Emerging Plan Would Rework Payments for Forest Counties
Connecting state and local government leaders
Two senators are working on a proposal meant to get local governments in logging country off a funding "rollercoaster."
WASHINGTON — U.S. Sen. Ron Wyden told county officials here on Thursday that he's working on a plan to remake a program that provides payments to counties that have seen their finances weakened by diminished logging on federal forestlands.
The Oregon Democrat said he's developing the proposal with U.S. Sen. Mike Crapo, an Idaho Republican. Wyden says they're aiming to find a way to free local governments that depend on payouts from what's known as the Secure Rural Schools program from the unpredictability in both timber markets and the congressional appropriations process.
"I want to get these rural communities off the rollercoaster," he told reporters.
Secure Rural Schools provides an important funding source for some rural counties, particularly those in the west. Despite the name of the program, local governments can use money from it not only for schools, but also for costs like public safety and road upkeep.
For instance, Joel Bousman, a commissioner in Sublette County, Wyoming, said Thursday that his county uses much of the roughly $700,000 it receives to support a contract helicopter service for search and rescue activities in wilderness areas.
"Without SRS, my county would face budgetary issues," he said.
Secure Rural Schools dates back to 2000 and Wyden was one of the co-authors of the original law that created it.
The program was designed to aid local governments that were seeing their budgets take a hit because logging had declined on nearby federal lands and the federal government was sharing less timber harvest revenue with them as a result.
Logging proponents often point to federal protections for the northern spotted owl and the old growth forests that provide its habitat as a key reason for declines in logging in the Pacific Northwest.
A spending package lawmakers approved earlier this year authorized two years of Secure Rural Schools payments to be applied for fiscal years 2017 and 2018. The fiscal 2017 payments provided $256 million to over 700 rural counties, parishes and boroughs across the nation, according to the National Association of Counties.
But in recent years, funding for the program has been unstable.
Local governments did not receive Secure Rural Schools payments for about two years leading up to the passage of the recent spending measure, and congressional lawmakers have resorted to budget gimmicks like tapping the nation's helium and petroleum reserves to cover the program's cost.
Wyden and Crapo have not publicly released a draft bill text or a detailed outline of their plan.
But Wyden said at the heart of the proposal would be a new permanent endowment, with an initial investment made by the federal government. The principal would be invested, and the interest would be used to make payments to counties. Payments would be set so they do not drop below first-year levels.

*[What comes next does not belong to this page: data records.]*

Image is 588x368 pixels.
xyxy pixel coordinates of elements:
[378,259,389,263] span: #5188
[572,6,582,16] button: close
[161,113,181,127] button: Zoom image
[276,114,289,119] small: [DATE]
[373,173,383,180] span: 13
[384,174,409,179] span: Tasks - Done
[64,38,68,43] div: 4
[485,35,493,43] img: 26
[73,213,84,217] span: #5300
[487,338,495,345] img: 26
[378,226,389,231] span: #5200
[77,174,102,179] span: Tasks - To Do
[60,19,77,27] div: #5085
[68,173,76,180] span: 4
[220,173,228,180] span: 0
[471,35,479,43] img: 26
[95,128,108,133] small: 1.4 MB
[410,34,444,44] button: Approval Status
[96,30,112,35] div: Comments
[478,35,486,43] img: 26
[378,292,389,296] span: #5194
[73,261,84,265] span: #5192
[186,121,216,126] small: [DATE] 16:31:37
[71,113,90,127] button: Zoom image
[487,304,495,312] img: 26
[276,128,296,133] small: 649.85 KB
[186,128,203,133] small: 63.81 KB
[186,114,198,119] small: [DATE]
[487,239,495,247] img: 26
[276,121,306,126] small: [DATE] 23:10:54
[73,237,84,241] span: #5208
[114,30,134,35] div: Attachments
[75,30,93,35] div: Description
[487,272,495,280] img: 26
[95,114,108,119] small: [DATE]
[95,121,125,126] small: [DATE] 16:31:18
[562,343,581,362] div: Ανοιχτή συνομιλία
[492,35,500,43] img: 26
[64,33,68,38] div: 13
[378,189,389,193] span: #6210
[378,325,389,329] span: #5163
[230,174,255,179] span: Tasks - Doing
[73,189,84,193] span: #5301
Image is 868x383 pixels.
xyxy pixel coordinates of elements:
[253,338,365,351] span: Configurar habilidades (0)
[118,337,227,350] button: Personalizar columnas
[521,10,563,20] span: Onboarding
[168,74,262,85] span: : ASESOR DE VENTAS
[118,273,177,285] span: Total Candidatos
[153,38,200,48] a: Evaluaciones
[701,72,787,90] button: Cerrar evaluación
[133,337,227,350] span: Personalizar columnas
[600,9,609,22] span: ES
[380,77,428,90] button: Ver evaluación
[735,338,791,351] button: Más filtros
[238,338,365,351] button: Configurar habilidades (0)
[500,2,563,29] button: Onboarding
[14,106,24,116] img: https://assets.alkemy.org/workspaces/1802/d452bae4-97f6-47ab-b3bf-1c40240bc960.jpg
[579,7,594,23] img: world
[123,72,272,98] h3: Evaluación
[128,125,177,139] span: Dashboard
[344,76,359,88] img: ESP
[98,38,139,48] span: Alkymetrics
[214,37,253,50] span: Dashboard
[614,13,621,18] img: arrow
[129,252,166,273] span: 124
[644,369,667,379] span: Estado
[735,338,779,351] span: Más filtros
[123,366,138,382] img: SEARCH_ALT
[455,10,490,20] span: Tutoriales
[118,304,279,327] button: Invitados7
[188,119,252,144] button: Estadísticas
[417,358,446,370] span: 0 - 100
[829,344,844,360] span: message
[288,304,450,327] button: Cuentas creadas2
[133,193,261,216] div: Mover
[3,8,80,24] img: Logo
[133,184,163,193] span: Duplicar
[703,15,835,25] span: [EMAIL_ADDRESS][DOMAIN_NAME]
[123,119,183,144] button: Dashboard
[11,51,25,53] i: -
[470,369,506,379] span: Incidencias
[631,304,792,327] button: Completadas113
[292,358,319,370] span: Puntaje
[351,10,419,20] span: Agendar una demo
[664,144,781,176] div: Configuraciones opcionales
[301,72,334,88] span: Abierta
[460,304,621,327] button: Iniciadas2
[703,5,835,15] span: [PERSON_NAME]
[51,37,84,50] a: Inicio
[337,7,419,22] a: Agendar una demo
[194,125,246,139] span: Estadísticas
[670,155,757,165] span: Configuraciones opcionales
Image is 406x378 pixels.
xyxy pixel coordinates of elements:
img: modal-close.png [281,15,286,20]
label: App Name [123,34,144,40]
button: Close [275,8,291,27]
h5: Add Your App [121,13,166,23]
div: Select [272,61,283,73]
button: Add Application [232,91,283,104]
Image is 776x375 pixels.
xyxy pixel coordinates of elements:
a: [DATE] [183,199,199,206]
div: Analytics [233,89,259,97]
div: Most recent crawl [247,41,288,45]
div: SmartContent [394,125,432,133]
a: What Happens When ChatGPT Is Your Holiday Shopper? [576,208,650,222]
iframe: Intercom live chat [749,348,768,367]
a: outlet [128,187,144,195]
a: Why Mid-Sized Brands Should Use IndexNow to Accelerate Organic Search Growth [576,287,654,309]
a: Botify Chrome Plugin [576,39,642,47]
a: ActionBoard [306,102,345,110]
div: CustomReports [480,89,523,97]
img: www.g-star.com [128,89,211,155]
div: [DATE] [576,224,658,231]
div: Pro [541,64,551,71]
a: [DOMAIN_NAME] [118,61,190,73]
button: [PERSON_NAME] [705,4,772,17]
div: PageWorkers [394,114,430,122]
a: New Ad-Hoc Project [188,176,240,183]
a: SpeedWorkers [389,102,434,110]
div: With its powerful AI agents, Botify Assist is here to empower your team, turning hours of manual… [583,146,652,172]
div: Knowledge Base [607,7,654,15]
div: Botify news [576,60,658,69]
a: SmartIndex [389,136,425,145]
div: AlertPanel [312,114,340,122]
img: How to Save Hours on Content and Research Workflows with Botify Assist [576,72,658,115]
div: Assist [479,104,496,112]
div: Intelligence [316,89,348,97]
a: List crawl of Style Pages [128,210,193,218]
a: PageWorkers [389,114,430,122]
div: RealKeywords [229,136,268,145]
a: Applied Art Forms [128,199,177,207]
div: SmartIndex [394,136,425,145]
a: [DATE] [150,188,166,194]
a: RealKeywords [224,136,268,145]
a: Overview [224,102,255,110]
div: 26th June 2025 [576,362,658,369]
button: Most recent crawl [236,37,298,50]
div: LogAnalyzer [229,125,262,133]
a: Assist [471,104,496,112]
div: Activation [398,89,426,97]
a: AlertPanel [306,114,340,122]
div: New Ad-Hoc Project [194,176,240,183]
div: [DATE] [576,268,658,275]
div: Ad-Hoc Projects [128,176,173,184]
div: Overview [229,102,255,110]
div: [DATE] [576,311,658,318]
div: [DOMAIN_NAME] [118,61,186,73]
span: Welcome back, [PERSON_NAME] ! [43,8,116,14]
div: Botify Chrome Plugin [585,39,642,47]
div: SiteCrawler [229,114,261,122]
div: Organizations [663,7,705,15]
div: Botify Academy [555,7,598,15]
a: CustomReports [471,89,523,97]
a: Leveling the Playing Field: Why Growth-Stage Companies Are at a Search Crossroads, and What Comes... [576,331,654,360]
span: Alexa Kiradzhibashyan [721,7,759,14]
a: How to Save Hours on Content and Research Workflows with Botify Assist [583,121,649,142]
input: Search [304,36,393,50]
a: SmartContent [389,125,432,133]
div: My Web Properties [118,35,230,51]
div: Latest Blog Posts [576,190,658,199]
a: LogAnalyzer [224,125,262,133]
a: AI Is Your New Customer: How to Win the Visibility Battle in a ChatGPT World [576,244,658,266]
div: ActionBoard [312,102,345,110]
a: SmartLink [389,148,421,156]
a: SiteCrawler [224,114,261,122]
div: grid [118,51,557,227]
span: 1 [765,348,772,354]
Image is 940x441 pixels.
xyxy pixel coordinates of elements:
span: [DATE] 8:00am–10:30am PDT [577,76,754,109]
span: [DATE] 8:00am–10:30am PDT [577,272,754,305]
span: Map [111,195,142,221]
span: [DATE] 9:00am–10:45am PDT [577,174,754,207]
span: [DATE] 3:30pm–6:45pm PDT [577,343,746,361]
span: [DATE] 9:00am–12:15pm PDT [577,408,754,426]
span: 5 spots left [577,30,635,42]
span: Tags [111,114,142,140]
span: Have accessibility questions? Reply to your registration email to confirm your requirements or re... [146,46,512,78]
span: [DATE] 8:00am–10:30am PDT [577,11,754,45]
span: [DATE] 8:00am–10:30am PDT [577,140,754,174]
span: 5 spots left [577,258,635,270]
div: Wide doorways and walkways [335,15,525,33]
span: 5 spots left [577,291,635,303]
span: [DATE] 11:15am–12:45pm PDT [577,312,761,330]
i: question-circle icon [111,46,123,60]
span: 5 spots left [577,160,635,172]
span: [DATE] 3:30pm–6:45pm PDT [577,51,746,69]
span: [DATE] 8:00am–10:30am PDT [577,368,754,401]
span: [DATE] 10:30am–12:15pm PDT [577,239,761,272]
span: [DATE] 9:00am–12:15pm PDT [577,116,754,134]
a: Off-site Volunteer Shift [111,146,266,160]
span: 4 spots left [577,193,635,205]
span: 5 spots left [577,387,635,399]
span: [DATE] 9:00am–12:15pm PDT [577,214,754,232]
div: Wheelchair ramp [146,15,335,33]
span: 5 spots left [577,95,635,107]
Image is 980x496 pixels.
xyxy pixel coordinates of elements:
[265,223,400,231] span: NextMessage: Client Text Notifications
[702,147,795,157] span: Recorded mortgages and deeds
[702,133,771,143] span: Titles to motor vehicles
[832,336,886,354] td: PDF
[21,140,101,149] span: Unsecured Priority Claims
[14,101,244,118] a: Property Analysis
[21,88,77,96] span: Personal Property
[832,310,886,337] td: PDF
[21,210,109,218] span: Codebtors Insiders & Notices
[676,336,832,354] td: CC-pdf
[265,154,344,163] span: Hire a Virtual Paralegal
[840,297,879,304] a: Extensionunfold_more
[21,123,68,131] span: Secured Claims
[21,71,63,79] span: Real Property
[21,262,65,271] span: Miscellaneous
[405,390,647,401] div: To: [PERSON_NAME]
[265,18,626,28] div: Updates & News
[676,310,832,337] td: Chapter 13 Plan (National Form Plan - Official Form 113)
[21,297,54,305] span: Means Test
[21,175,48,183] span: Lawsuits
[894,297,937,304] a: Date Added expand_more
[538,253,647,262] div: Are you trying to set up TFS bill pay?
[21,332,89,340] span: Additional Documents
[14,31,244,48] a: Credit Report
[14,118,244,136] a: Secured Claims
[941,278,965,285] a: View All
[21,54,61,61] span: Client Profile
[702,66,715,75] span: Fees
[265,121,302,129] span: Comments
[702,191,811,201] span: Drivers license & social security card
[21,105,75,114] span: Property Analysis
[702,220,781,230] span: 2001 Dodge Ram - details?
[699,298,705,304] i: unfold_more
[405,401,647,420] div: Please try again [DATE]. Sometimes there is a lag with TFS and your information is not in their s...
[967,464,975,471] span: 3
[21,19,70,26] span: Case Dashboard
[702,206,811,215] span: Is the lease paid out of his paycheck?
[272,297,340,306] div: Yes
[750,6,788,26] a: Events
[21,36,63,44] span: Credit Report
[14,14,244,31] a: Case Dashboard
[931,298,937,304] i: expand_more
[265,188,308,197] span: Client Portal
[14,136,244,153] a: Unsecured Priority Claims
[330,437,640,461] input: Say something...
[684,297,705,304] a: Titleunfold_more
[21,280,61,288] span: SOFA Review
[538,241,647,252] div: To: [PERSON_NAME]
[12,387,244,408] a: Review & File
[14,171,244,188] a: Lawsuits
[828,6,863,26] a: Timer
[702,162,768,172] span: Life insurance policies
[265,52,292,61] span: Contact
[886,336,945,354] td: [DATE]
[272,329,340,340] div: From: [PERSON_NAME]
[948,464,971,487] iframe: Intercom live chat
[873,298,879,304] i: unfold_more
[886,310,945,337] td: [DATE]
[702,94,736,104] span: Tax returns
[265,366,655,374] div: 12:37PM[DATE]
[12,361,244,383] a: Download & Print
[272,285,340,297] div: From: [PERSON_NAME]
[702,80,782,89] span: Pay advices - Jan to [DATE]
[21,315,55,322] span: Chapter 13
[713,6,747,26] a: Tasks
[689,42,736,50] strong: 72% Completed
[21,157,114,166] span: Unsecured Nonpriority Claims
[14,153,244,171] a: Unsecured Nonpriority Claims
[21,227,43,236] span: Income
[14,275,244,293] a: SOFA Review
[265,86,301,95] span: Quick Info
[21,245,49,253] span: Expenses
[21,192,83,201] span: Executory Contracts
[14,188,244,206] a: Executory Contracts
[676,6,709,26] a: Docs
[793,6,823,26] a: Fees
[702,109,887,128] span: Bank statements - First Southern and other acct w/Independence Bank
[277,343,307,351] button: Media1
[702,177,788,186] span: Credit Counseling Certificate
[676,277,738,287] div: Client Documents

A National Association of Counties staffer familiar with the still-nascent proposal said their understanding is that the initial block of money it would call for Congress to allocate for the endowment would be in the $5 billion to $5.5 billion range.
The staffer also said local governments would have a one-time choice to either take payments from the endowment fund, or to collect their traditional share of federal timber harvest revenues. But the existing Secure Rural Schools program would end. If a county opted to join the endowment fund program, their share of the logging receipts would go into the endowment to help keep it adequately funded.
Wyden said his proposal is "not cast in stone" and that he wanted to hear input about it from people like the county leaders he spoke to.
The county officials gathered on Capitol Hill on Thursday were part of a National Association of Counties delegation.
They were there lobbying for Secure Rural Schools and a related program known as Payments in Lieu of Taxes, which provides federal payments to local governments with swaths of federally owned lands in their boundaries that are not subject to property tax.
Wyden declined to speculate on the odds that his pending proposal could gain enough support to make it through Congress. But he also noted that the original Secure Rural Schools legislation two decades ago was seen as a long shot. "People said 'not a chance,'" he said.
Bill Lucia is a Senior Reporter for Government Executive's Route Fifty and is based in Washington, D.C.